The Literature of Japanese American Incarceration (Signed)
Signed by Frank Abe.
The collective voice of Japanese Americans defined by a specific moment in time: the four years of World War II during which the US government expelled resident aliens and its own citizens from their homes and imprisoned 125,000 of them in American concentration camps, based solely upon the race they shared with a wartime enemy.
This anthology presents a new vision that recovers and reframes the literature produced by the people targeted by the actions of President Franklin D. Roosevelt and Congress to deny Americans of Japanese ancestry any individual hearings or other due process after the Japanese attack at Pearl Harbor. From nearly seventy selections of fiction, poetry, essays, memoirs, and letters emerges a shared story of the struggle to retain personal integrity in the face of increasing dehumanization – all anchored by the key government documents that incite the action. Paperback.
Signed by Frank Abe.
The collective voice of Japanese Americans defined by a specific moment in time: the four years of World War II during which the US government expelled resident aliens and its own citizens from their homes and imprisoned 125,000 of them in American concentration camps, based solely upon the race they shared with a wartime enemy.
This anthology presents a new vision that recovers and reframes the literature produced by the people targeted by the actions of President Franklin D. Roosevelt and Congress to deny Americans of Japanese ancestry any individual hearings or other due process after the Japanese attack at Pearl Harbor. From nearly seventy selections of fiction, poetry, essays, memoirs, and letters emerges a shared story of the struggle to retain personal integrity in the face of increasing dehumanization – all anchored by the key government documents that incite the action. Paperback.
Signed by Frank Abe.
The collective voice of Japanese Americans defined by a specific moment in time: the four years of World War II during which the US government expelled resident aliens and its own citizens from their homes and imprisoned 125,000 of them in American concentration camps, based solely upon the race they shared with a wartime enemy.
This anthology presents a new vision that recovers and reframes the literature produced by the people targeted by the actions of President Franklin D. Roosevelt and Congress to deny Americans of Japanese ancestry any individual hearings or other due process after the Japanese attack at Pearl Harbor. From nearly seventy selections of fiction, poetry, essays, memoirs, and letters emerges a shared story of the struggle to retain personal integrity in the face of increasing dehumanization – all anchored by the key government documents that incite the action. Paperback.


> **Task description**:
If an entry holds a picture, leave the picture out and copy the rest exactly.

> **Material for this task**:
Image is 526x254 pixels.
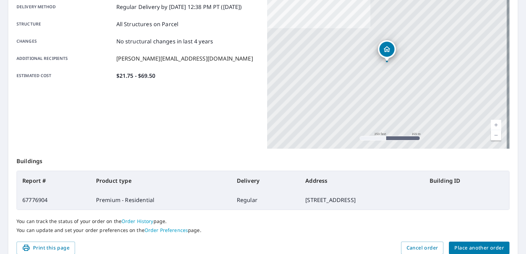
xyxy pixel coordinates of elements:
p: Delivery method [17,3,114,11]
p: $21.75 - $69.50 [116,72,155,80]
span: Print this page [22,244,70,252]
th: Delivery [231,171,300,190]
td: Premium - Residential [91,190,231,210]
p: Buildings [17,149,509,171]
p: Additional recipients [17,54,114,63]
th: Report # [17,171,91,190]
p: No structural changes in last 4 years [116,37,213,45]
p: Regular Delivery by [DATE] 12:38 PM PT ([DATE]) [116,3,242,11]
span: Cancel order [406,244,438,252]
p: Estimated cost [17,72,114,80]
div: Dropped pin, building 1, Residential property, 3529 Summit Ln San Angelo, TX 76904 [378,40,396,62]
td: 67776904 [17,190,91,210]
a: Order History [121,218,153,224]
a: Order Preferences [145,227,188,233]
p: Changes [17,37,114,45]
p: You can update and set your order preferences on the page. [17,227,509,233]
p: Structure [17,20,114,28]
th: Building ID [424,171,509,190]
span: Place another order [454,244,504,252]
td: Regular [231,190,300,210]
a: Current Level 17, Zoom In [491,120,501,130]
p: You can track the status of your order on the page. [17,218,509,224]
th: Address [300,171,424,190]
p: [PERSON_NAME][EMAIL_ADDRESS][DOMAIN_NAME] [116,54,253,63]
th: Product type [91,171,231,190]
td: [STREET_ADDRESS] [300,190,424,210]
p: All Structures on Parcel [116,20,179,28]
a: Current Level 17, Zoom Out [491,130,501,140]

> **Finished exercise**:
Image is 526x254 pixels.
xyxy pixel coordinates of elements:
p: Delivery method [17,3,114,11]
p: $21.75 - $69.50 [116,72,155,80]
span: Print this page [22,244,70,252]
th: Delivery [231,171,300,190]
td: Premium - Residential [91,190,231,210]
p: Buildings [17,149,509,171]
p: Additional recipients [17,54,114,63]
th: Report # [17,171,91,190]
p: No structural changes in last 4 years [116,37,213,45]
p: Regular Delivery by [DATE] 12:38 PM PT ([DATE]) [116,3,242,11]
span: Cancel order [406,244,438,252]
p: Estimated cost [17,72,114,80]
div: Dropped pin, building 1, Residential property, 3529 Summit Ln San Angelo, TX 76904 [378,40,396,62]
td: 67776904 [17,190,91,210]
a: Order History [121,218,153,224]
a: Order Preferences [145,227,188,233]
p: Changes [17,37,114,45]
p: You can update and set your order preferences on the page. [17,227,509,233]
p: Structure [17,20,114,28]
th: Building ID [424,171,509,190]
span: Place another order [454,244,504,252]
td: Regular [231,190,300,210]
a: Current Level 17, Zoom In [491,120,501,130]
p: You can track the status of your order on the page. [17,218,509,224]
th: Address [300,171,424,190]
p: [PERSON_NAME][EMAIL_ADDRESS][DOMAIN_NAME] [116,54,253,63]
th: Product type [91,171,231,190]
td: [STREET_ADDRESS] [300,190,424,210]
p: All Structures on Parcel [116,20,179,28]
a: Current Level 17, Zoom Out [491,130,501,140]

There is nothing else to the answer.